Iowa Senator Tom Harkin says this week in Congress has brought him some of his highest –and lowest– times. Harkin, a Democrat, says he was elated with Tuesday’s bipartisan passage of legislation that would have raised federal funding for embryonic stem cell research. Then, he says, that elation vanished on Wednesday.

Harkin says “In one of the most cruel and cynical acts I can imagine, President Bush used his first-ever veto to kill the bill. Let’s be clear, in vetoing the bill, he also vetoed the hopes of tens of millions of Americans suffering from diabetes, from cancer, Alzheimers, spinal cord injuries and other diseases and conditions that could be cured by embryonic stem cell research.”

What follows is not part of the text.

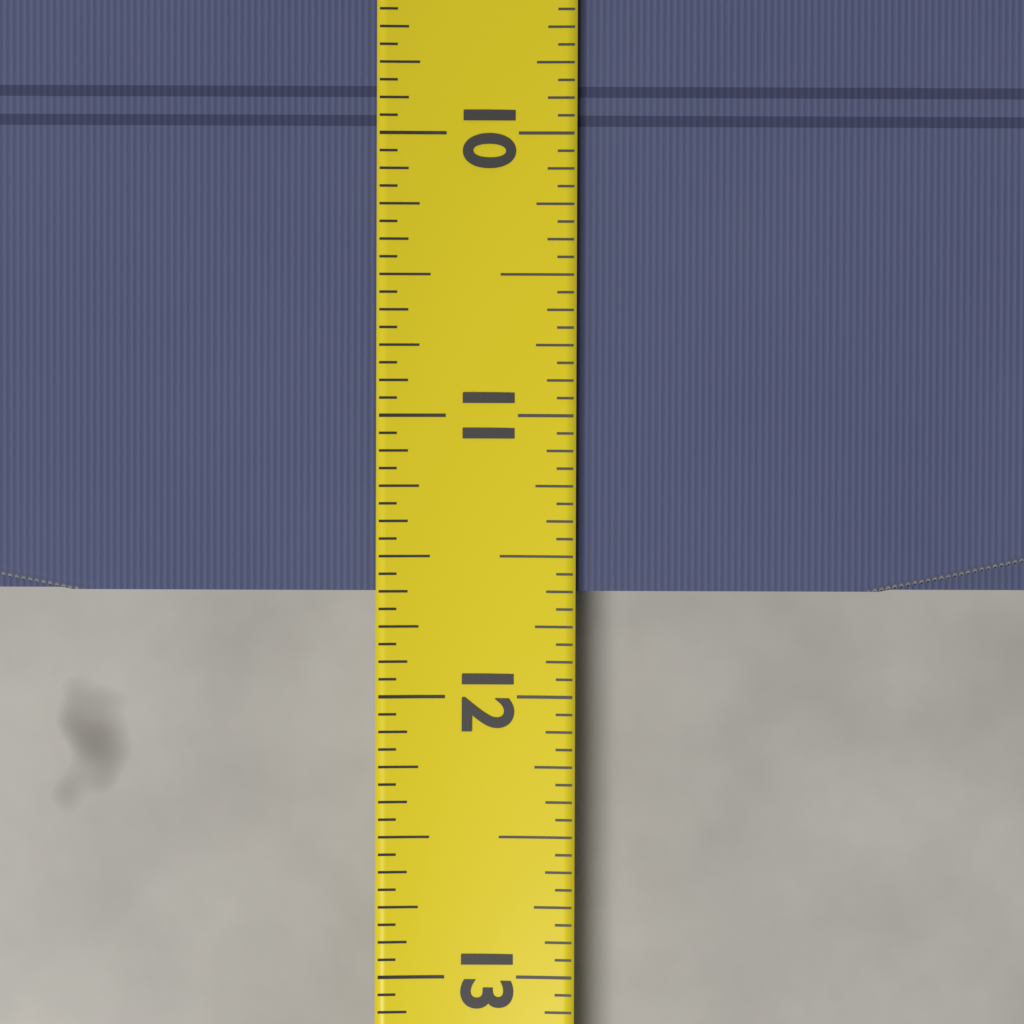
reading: 11.6250 (no unit)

Harkin says the research is “life-saving” and is supported by more than 70-percent of the American people. Harkin says “Once again the president staked out an extreme ideological narrow position, a position that flies in the face of science, common sense and compassion. He refused to listen to other points of view, including the pleas of former First Lady Nancy Reagan. I’m told that Republican supporters of the bill requested an opportunity to talk to the president and he turned them down.”

Iowa’s other U.S. Senator, Republican Chuck Grassley, voted against the stem cell bill. President Bush says the bill “would support the taking of innocent human life” for the hopes of “finding medical benefit for others,” which he says “crosses a moral boundary” that society “needs to respect.”

In issuing the veto, the President said he’s hopeful scientific research can advance without expanding a small supply of stem cells already approved by the government for research. President Bush says “Even critics of my policy concede that these federally-funded lines are being used in research every day by scientists around the world. My policy has allowed us to explore the potential of embryonic stem cells, and it has allowed America to continue to lead the world in this area.”